### Task goal:
The response must restate the data exactly, with nothing left out.

Saved entries
*** Begin section ***
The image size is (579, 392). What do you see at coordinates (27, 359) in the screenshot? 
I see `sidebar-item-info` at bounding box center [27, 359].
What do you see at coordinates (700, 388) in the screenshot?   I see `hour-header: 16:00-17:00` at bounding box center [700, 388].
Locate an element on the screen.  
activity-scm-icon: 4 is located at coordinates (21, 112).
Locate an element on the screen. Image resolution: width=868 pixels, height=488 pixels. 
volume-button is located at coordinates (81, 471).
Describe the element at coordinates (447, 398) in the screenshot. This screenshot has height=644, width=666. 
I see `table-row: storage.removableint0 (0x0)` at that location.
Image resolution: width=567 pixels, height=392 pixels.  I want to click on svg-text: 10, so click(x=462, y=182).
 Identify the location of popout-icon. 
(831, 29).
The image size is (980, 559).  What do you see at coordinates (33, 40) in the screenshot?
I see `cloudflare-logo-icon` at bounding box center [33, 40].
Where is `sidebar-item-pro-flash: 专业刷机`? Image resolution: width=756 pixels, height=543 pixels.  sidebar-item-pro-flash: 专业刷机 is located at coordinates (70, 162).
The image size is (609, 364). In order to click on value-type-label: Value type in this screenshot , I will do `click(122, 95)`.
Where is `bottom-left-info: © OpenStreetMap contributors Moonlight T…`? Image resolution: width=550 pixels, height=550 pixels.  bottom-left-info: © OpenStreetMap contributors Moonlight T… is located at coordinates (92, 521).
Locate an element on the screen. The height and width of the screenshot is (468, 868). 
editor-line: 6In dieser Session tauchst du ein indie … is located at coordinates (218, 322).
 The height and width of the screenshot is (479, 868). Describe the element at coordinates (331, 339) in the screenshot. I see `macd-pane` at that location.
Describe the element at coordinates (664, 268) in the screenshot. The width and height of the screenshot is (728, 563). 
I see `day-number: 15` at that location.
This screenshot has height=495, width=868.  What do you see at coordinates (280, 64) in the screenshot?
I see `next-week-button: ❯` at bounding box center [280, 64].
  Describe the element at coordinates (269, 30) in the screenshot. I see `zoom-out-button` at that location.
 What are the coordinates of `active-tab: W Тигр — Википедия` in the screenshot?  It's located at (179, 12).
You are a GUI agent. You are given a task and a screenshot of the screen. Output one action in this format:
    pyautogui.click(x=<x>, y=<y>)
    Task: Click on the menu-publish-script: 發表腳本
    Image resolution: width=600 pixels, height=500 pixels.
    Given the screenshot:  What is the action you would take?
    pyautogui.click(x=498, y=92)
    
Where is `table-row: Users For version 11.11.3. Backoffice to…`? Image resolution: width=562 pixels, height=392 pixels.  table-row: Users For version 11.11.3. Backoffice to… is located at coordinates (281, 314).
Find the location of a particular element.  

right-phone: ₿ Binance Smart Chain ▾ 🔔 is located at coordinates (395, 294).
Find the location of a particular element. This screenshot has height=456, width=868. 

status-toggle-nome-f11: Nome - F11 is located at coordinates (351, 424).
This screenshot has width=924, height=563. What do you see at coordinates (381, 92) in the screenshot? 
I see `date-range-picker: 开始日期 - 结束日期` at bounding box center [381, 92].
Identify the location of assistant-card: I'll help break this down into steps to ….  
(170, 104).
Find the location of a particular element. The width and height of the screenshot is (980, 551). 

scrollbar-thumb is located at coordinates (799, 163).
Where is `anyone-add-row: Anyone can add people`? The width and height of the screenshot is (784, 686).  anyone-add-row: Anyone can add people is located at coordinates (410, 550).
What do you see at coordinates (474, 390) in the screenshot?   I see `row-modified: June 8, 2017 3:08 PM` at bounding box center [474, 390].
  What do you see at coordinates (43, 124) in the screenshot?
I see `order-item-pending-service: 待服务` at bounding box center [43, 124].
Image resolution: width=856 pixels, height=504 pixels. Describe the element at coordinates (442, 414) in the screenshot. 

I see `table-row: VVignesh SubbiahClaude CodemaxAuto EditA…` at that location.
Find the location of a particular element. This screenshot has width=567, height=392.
*** End section ***
### Finished task:
The image size is (579, 392). What do you see at coordinates (27, 359) in the screenshot? 
I see `sidebar-item-info` at bounding box center [27, 359].
What do you see at coordinates (700, 388) in the screenshot?   I see `hour-header: 16:00-17:00` at bounding box center [700, 388].
Locate an element on the screen.  
activity-scm-icon: 4 is located at coordinates (21, 112).
Locate an element on the screen. Image resolution: width=868 pixels, height=488 pixels. 
volume-button is located at coordinates (81, 471).
Describe the element at coordinates (447, 398) in the screenshot. This screenshot has height=644, width=666. 
I see `table-row: storage.removableint0 (0x0)` at that location.
Image resolution: width=567 pixels, height=392 pixels.  I want to click on svg-text: 10, so click(x=462, y=182).
 Identify the location of popout-icon. 
(831, 29).
The image size is (980, 559).  What do you see at coordinates (33, 40) in the screenshot?
I see `cloudflare-logo-icon` at bounding box center [33, 40].
Where is `sidebar-item-pro-flash: 专业刷机`? Image resolution: width=756 pixels, height=543 pixels.  sidebar-item-pro-flash: 专业刷机 is located at coordinates (70, 162).
The image size is (609, 364). In order to click on value-type-label: Value type in this screenshot , I will do `click(122, 95)`.
Where is `bottom-left-info: © OpenStreetMap contributors Moonlight T…`? Image resolution: width=550 pixels, height=550 pixels.  bottom-left-info: © OpenStreetMap contributors Moonlight T… is located at coordinates (92, 521).
Locate an element on the screen. The height and width of the screenshot is (468, 868). 
editor-line: 6In dieser Session tauchst du ein indie … is located at coordinates (218, 322).
 The height and width of the screenshot is (479, 868). Describe the element at coordinates (331, 339) in the screenshot. I see `macd-pane` at that location.
Describe the element at coordinates (664, 268) in the screenshot. The width and height of the screenshot is (728, 563). 
I see `day-number: 15` at that location.
This screenshot has height=495, width=868.  What do you see at coordinates (280, 64) in the screenshot?
I see `next-week-button: ❯` at bounding box center [280, 64].
  Describe the element at coordinates (269, 30) in the screenshot. I see `zoom-out-button` at that location.
 What are the coordinates of `active-tab: W Тигр — Википедия` in the screenshot?  It's located at (179, 12).
You are a GUI agent. You are given a task and a screenshot of the screen. Output one action in this format:
    pyautogui.click(x=<x>, y=<y>)
    Task: Click on the menu-publish-script: 發表腳本
    Image resolution: width=600 pixels, height=500 pixels.
    Given the screenshot:  What is the action you would take?
    pyautogui.click(x=498, y=92)
    
Where is `table-row: Users For version 11.11.3. Backoffice to…`? Image resolution: width=562 pixels, height=392 pixels.  table-row: Users For version 11.11.3. Backoffice to… is located at coordinates (281, 314).
Find the location of a particular element.  

right-phone: ₿ Binance Smart Chain ▾ 🔔 is located at coordinates (395, 294).
Find the location of a particular element. This screenshot has height=456, width=868. 

status-toggle-nome-f11: Nome - F11 is located at coordinates (351, 424).
This screenshot has width=924, height=563. What do you see at coordinates (381, 92) in the screenshot? 
I see `date-range-picker: 开始日期 - 结束日期` at bounding box center [381, 92].
Identify the location of assistant-card: I'll help break this down into steps to ….  
(170, 104).
Find the location of a particular element. The width and height of the screenshot is (980, 551). 

scrollbar-thumb is located at coordinates (799, 163).
Where is `anyone-add-row: Anyone can add people`? The width and height of the screenshot is (784, 686).  anyone-add-row: Anyone can add people is located at coordinates (410, 550).
What do you see at coordinates (474, 390) in the screenshot?   I see `row-modified: June 8, 2017 3:08 PM` at bounding box center [474, 390].
  What do you see at coordinates (43, 124) in the screenshot?
I see `order-item-pending-service: 待服务` at bounding box center [43, 124].
Image resolution: width=856 pixels, height=504 pixels. Describe the element at coordinates (442, 414) in the screenshot. 

I see `table-row: VVignesh SubbiahClaude CodemaxAuto EditA…` at that location.
Find the location of a particular element. This screenshot has width=567, height=392.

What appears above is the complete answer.